Routing (BGP) : In 2010, China accidentally hijacked 50,000 IP prefixes from 170 countries for 18 minutes . This highlights the BGP’s vulnerability where any AS can advertise an IP prefix to a neighboring AS and they will take it at face value and rebroadcast it to the rest of the Internet. Naming (DNS) : A Reflection Attack is a type of Distributed Denial of Service - generating very large amounts of traffic targeted at a victim. Phishing is also a common attack attempting to get the user’s personal information on a rogue website.

The Internet’s design is fundamentally insecure . It was design for simplicity over security, and a host is “on by default” or reachable by any other host, so if you have an insecure host, it is wide open to attack. This was fine when the Internet was a small network of trusted networks, but is no longer fine now. Its decentralized nature also makes it hard to coordinate defense.

Resource Exhaustion Attacks

As we learned in the first post, packet switching allows multiple hosts to share the same link using statistical multiplexing , making it easy to achieve high utilization, but also making it easy to overload the link. These attacks target the Availability of a system.

Confidentiality and Authenticity Attacks

We also want our systems to provide Confidentiality , Authenticity , and Integrity , for example when we execute a banking transaction we want it to be private and to make sure the origin of the information really is our bank and that it hasn’t been modified in-flight ( a Man In The Middle attack ).

The Negative Impacts of Attacks

Compromising Availability , Confidentiality , Authenticity , and Integrity can lead to:

Theft of confidential info Unauthorized use of resources False information Disruption of legitimate services Routing Security

Focusing on BGP and control plane security, this involves authentication of messages being advertised by the routing protocol:

Session authentication : protects point-to-point communication between routers Path authentication : protects the AS path Origin authentication : protects the origin AS, guaranteeing that the origin AS that advertises a prefix is actually the owner of that prefix. (e.g. preventing route hijacking) Origin Authentication: Route Hijacking

For a successful MITM attack, all traffic headed for the legitimate destination needs to be routed to the attacker, while the attacker’s original connection with the legitimate location remains intact.

This is done by AS path poisoning - for the attacker’s route to the legitimate location to be preserved, it prepends the path hosts onto its own AS advertisements so that they ignore the attacker’s messages in an effort to avoid a loop.

This makes the MITM successful, however the circuitous route might be spotted when running a traceroute . The MITM can be hidden even from that, since a traceroute just consists of “ICMP time exceeded messages” from when a packet reaches a TTL of 0 - which normally would be decremented by each router along the way.
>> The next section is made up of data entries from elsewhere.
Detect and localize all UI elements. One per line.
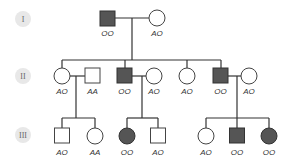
affected-male-square bbox=[117, 68, 132, 83]
generation-badge-II: II bbox=[15, 68, 31, 84]
unaffected-female-circle bbox=[198, 128, 214, 144]
affected-male-square bbox=[213, 68, 228, 83]
affected-female-circle bbox=[261, 128, 277, 144]
affected-male-square bbox=[230, 128, 245, 143]
individual-III-2: AA bbox=[87, 128, 103, 157]
svg-text:AO: AO bbox=[180, 87, 193, 96]
svg-text:OO: OO bbox=[263, 148, 275, 157]
svg-text:AO: AO bbox=[55, 148, 68, 157]
individual-I-1: OO bbox=[100, 11, 115, 38]
unaffected-female-circle bbox=[87, 128, 103, 144]
svg-text:AO: AO bbox=[151, 148, 164, 157]
svg-text:OO: OO bbox=[121, 148, 133, 157]
individual-III-4: AO bbox=[151, 128, 166, 157]
svg-text:OO: OO bbox=[231, 148, 243, 157]
unaffected-female-circle bbox=[146, 68, 162, 84]
generation-badge-III: III bbox=[15, 127, 31, 143]
individual-III-3: OO bbox=[119, 128, 135, 157]
individual-II-3: OO bbox=[117, 68, 132, 96]
svg-text:AO: AO bbox=[199, 148, 212, 157]
individual-II-1: AO bbox=[54, 68, 70, 96]
unaffected-male-square bbox=[55, 128, 70, 143]
individual-II-7: AO bbox=[241, 68, 257, 96]
unaffected-female-circle bbox=[149, 10, 165, 26]
individual-II-5: AO bbox=[179, 68, 195, 96]
generation-badge-I: I bbox=[15, 11, 31, 27]
individual-I-2: AO bbox=[149, 10, 165, 38]
individual-II-4: AO bbox=[146, 68, 162, 96]
individual-III-6: OO bbox=[230, 128, 245, 157]
svg-text:OO: OO bbox=[214, 87, 226, 96]
individual-III-7: OO bbox=[261, 128, 277, 157]
svg-text:AA: AA bbox=[89, 148, 101, 157]
unaffected-female-circle bbox=[179, 68, 195, 84]
svg-text:AO: AO bbox=[55, 87, 68, 96]
svg-text:OO: OO bbox=[101, 29, 113, 38]
svg-text:II: II bbox=[20, 72, 26, 81]
unaffected-male-square bbox=[85, 68, 100, 83]
unaffected-female-circle bbox=[54, 68, 70, 84]
affected-female-circle bbox=[119, 128, 135, 144]
unaffected-male-square bbox=[151, 128, 166, 143]
svg-text:AO: AO bbox=[242, 87, 255, 96]
pedigree-diagram: I II III bbox=[0, 0, 291, 164]
individual-III-1: AO bbox=[55, 128, 70, 157]
svg-text:I: I bbox=[22, 15, 25, 24]
svg-text:III: III bbox=[19, 131, 27, 140]
individual-II-6: OO bbox=[213, 68, 228, 96]
svg-text:AA: AA bbox=[86, 87, 98, 96]
unaffected-female-circle bbox=[241, 68, 257, 84]
individual-II-2: AA bbox=[85, 68, 100, 96]
affected-male-square bbox=[100, 11, 115, 26]
svg-text:AO: AO bbox=[147, 87, 160, 96]
svg-text:AO: AO bbox=[150, 29, 163, 38]
individual-III-5: AO bbox=[198, 128, 214, 157]
svg-text:OO: OO bbox=[118, 87, 130, 96]
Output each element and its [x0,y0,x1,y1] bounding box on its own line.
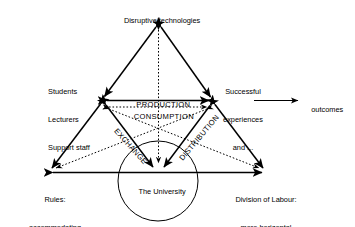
consumption-text: CONSUMPTION [134,112,194,121]
outcome-text: outcomes [311,105,343,114]
node-label-top-text: Disruptive technologies [124,16,200,25]
node-label-community: The University [118,178,198,206]
subject-line-2: Lecturers [48,115,106,124]
node-label-disruptive-technologies: Disruptive technologies [92,7,224,35]
division-line-1: Division of Labour: [211,195,321,204]
rules-line-2: accommodating [9,223,101,227]
edge-artefact-object [161,27,211,97]
object-line-3: and ... [213,143,273,152]
node-label-subject: Students Lecturers Support staff [48,69,106,170]
division-line-2: more horizontal [211,223,321,227]
activity-system-diagram: Disruptive technologies Students Lecture… [0,0,355,227]
subject-line-3: Support staff [48,143,106,152]
edge-artefact-subject [105,27,157,97]
node-label-division-of-labour: Division of Labour: more horizontal [211,177,321,227]
community-text: The University [138,187,185,196]
subject-line-1: Students [48,87,106,96]
node-label-outcome: outcomes [303,96,355,124]
node-label-rules: Rules: accommodating disruptive technolo… [9,177,101,227]
rules-line-1: Rules: [9,195,101,204]
object-line-1: Successful [213,87,273,96]
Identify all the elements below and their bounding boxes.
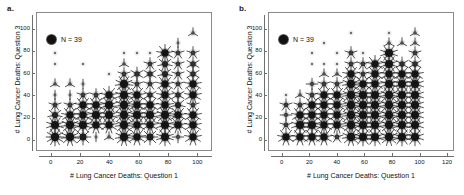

If the routers in the attacker’s network never decrement the TTL … then no messages would be generated, and the attacker AS would not be visible in a traceroute .

Session Authentication

The session between two ASes is a TCP session, so we just use TCP’s MD5 authentication option . Every message exchanged in the connection not only contains the message, but also the MD5 hash of the message with a shared secret key (manually distributed “out of band” (aka offline) between the AS1 and AS2 operator).

Another way to guard connections is to send packets with a TTL < 254. Because most eBGP sessions are only a single hop, and an attacker would be remote, it is not possible for the recipient AS to accept packets from a remote attacker. This is called the TTL Hack Defense .

Origin and Path Authentication If you can still read this, this post is still not ready. Check back in a bit!